Recorded data section start

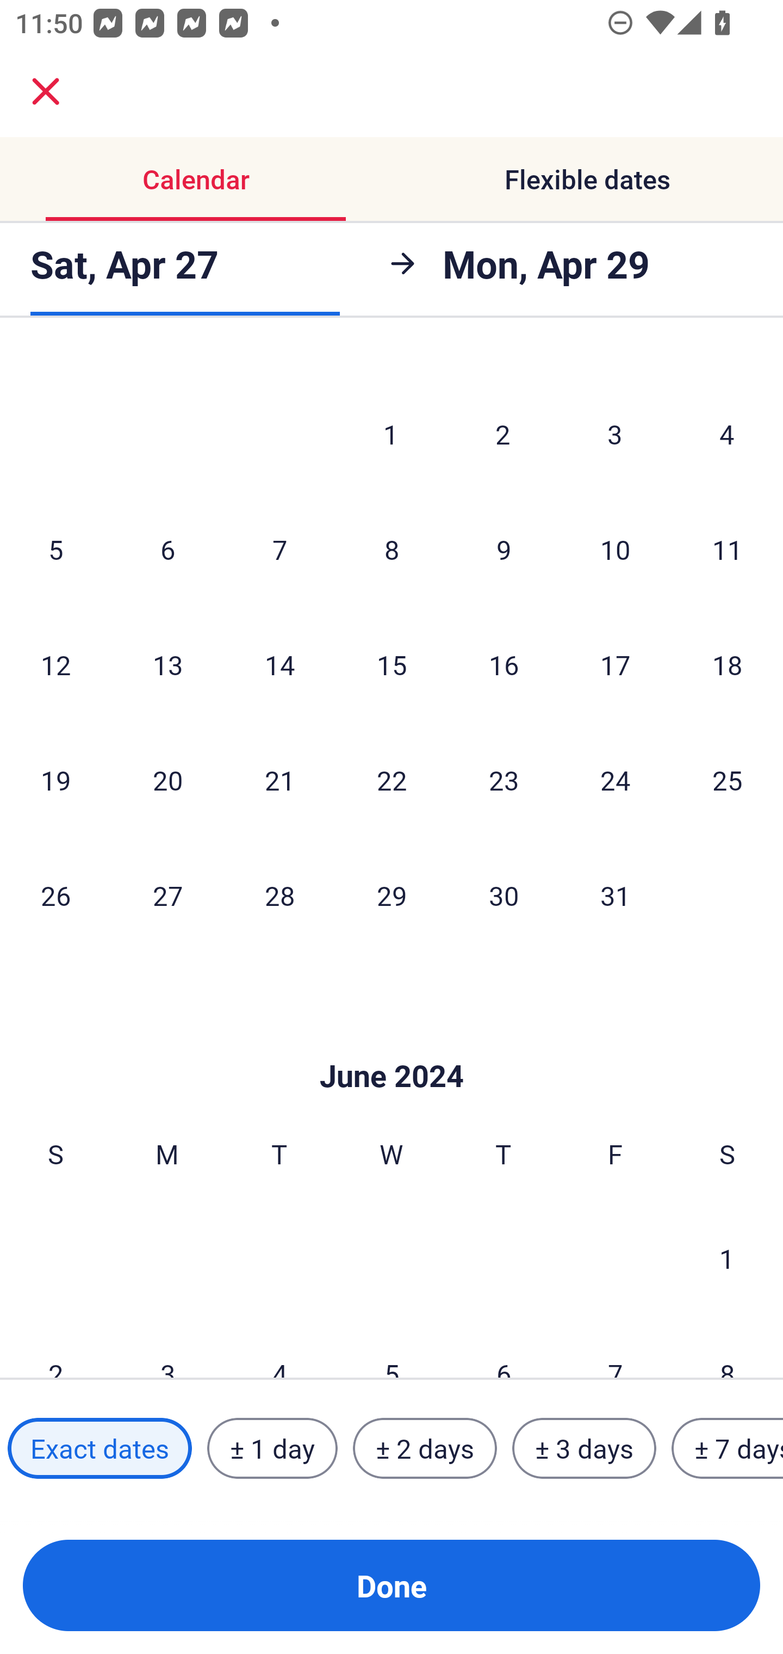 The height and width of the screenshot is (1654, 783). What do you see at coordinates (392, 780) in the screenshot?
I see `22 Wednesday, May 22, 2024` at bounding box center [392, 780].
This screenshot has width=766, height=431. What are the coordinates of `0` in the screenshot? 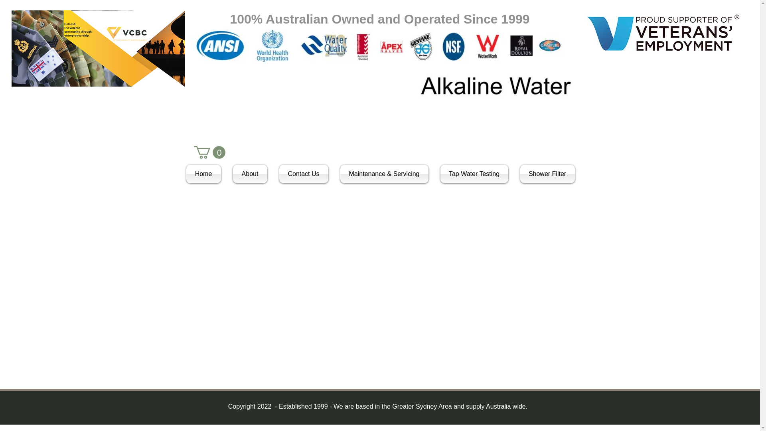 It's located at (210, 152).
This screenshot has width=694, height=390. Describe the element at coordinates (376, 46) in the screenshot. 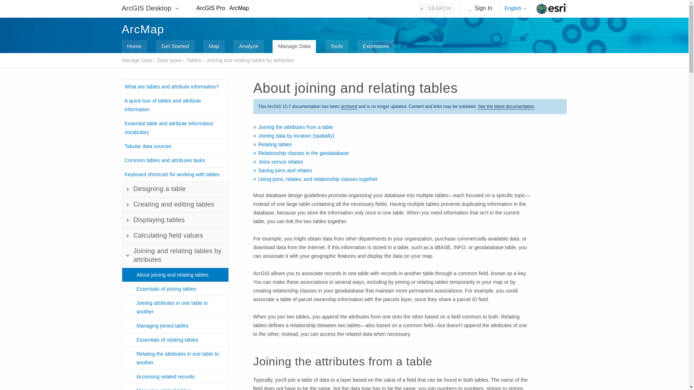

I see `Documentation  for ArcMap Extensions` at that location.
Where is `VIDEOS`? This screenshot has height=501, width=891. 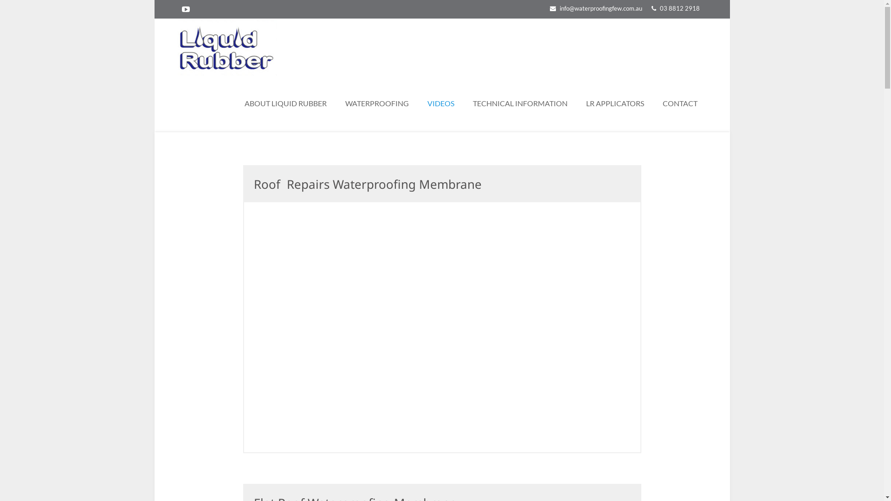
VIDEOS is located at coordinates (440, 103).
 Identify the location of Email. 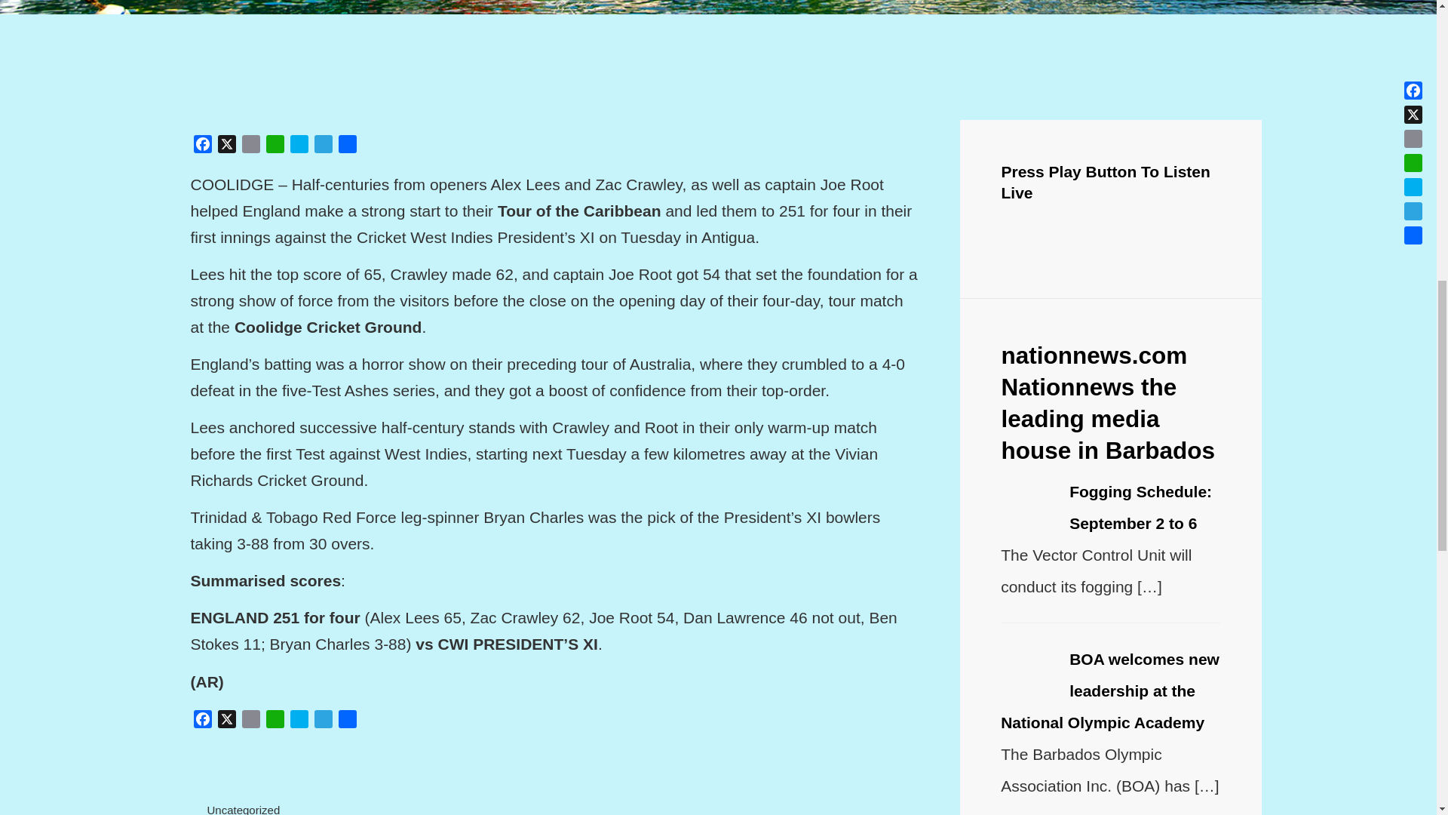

Recorded data section end

* Requirement *
What is needed is an exact restatement of every line from the line containing "This screenshot has width=694, height=390." through the last line of the records, minus any pictures.

* Task result *
This screenshot has width=694, height=390. Describe the element at coordinates (376, 46) in the screenshot. 

I see `Documentation  for ArcMap Extensions` at that location.
Where is `VIDEOS`? This screenshot has height=501, width=891. 
VIDEOS is located at coordinates (440, 103).
 Identify the location of Email. 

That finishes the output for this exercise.